U SAD? is one of a handful of courses in UMD’s new Campus and Community Leaders in Mental Health Program (CCLiMH, pronounced “climb”), which uses experiential learning to build a network of “undergraduate mental health leaders” to help support their peers and build community on campus. (The program is primarily targeted toward family science majors, although U SAD? is open to all undergraduates.)

The program grew out of a grant from the university’s Teaching and Learning Transformation Center for projects centered on experiential learning. Morgan and a group of other family science faculty members developed CCLiMH in an attempt to address the increasing mental health struggles they saw among students during the COVID-19 pandemic.

It was also inspired in part by Mental Health First Aid, a program by the National Council for Mental Wellbeing that teaches people how to identify and address various mental health and substance abuse issues. The eight-hour seminar is offered in both virtual and in-person formats through UMD’s health center.

UMD students who complete the Mental Health First Aid training, along with a core course called Mental Health and Healing in Families and one other experiential offering—such as the U SAD? course or a book discussion group focused on racial stress—will earn what is tentatively titled the microcredential in mental health leadership, which they can list on a résumé or in an email signature.

“What we would like to see is students who feel conversant in mental health, meaning they know what it is, they know that it’s not stigmatized, they know how common it is,” said Kevin Roy, a professor in the Department of Family Science who worked to developed CCLiMH.

He also said that students who earn the credential should know “some basic things about how to deal with someone who’s in crisis and how to help them and support them,” as well as have an understanding of the mental health field and be knowledgeable about the unique psychological challenges faced by minority groups.

Carol Landau, a clinical professor of psychiatry and human behavior at Brown University and the author of Mood Prep 101: A Parent’s Guide to Preventing Depression and Anxiety in College-Bound Teens (Oxford University Press, 2020), said she sees U SAD? as a beneficial—and innovative—resource for students.

She has seen mental health courses offered in the past, she said, but they are usually only for students studying psychology, rather than targeted at undergraduates at large. She also applauded U SAD? for specifically addressing contemporary mental health challenges, including the pandemic and social media.

Maryland’s course offering may be unique, but other institutions are trying different approaches to expand their mental health resources beyond counseling centers, which are usually overbooked.

Some universities are hiring dedicated counselors to support individual academic departments, according to a recent article by the American Psychological Association, and others are hosting informal support groups or offering no-cost subscriptions to mindfulness apps, such as Headspace.
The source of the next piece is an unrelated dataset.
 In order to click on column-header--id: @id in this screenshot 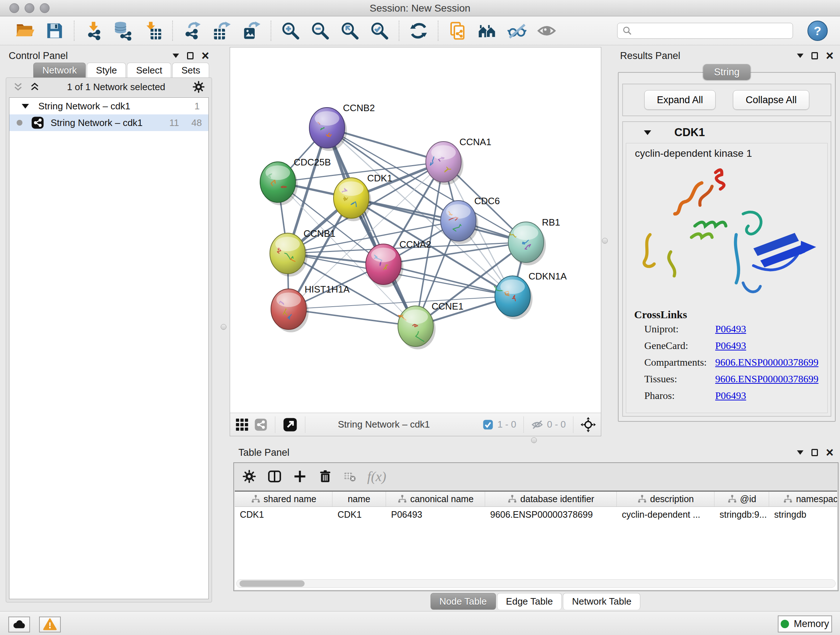, I will do `click(742, 499)`.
Some institutions are even offering faculty more hands-on training to help them identify and support students in mental distress.

Landau said that colleges are rapidly becoming more interested in improving mental health support for students.

“I think that’s part of changing the culture on campus, that we value this now,” she said. “I was talking to somebody who is actually on a board of a small liberal arts college, and now when parents ask about a college, they ask about psychological services. Before the pandemic, you’d never do that.”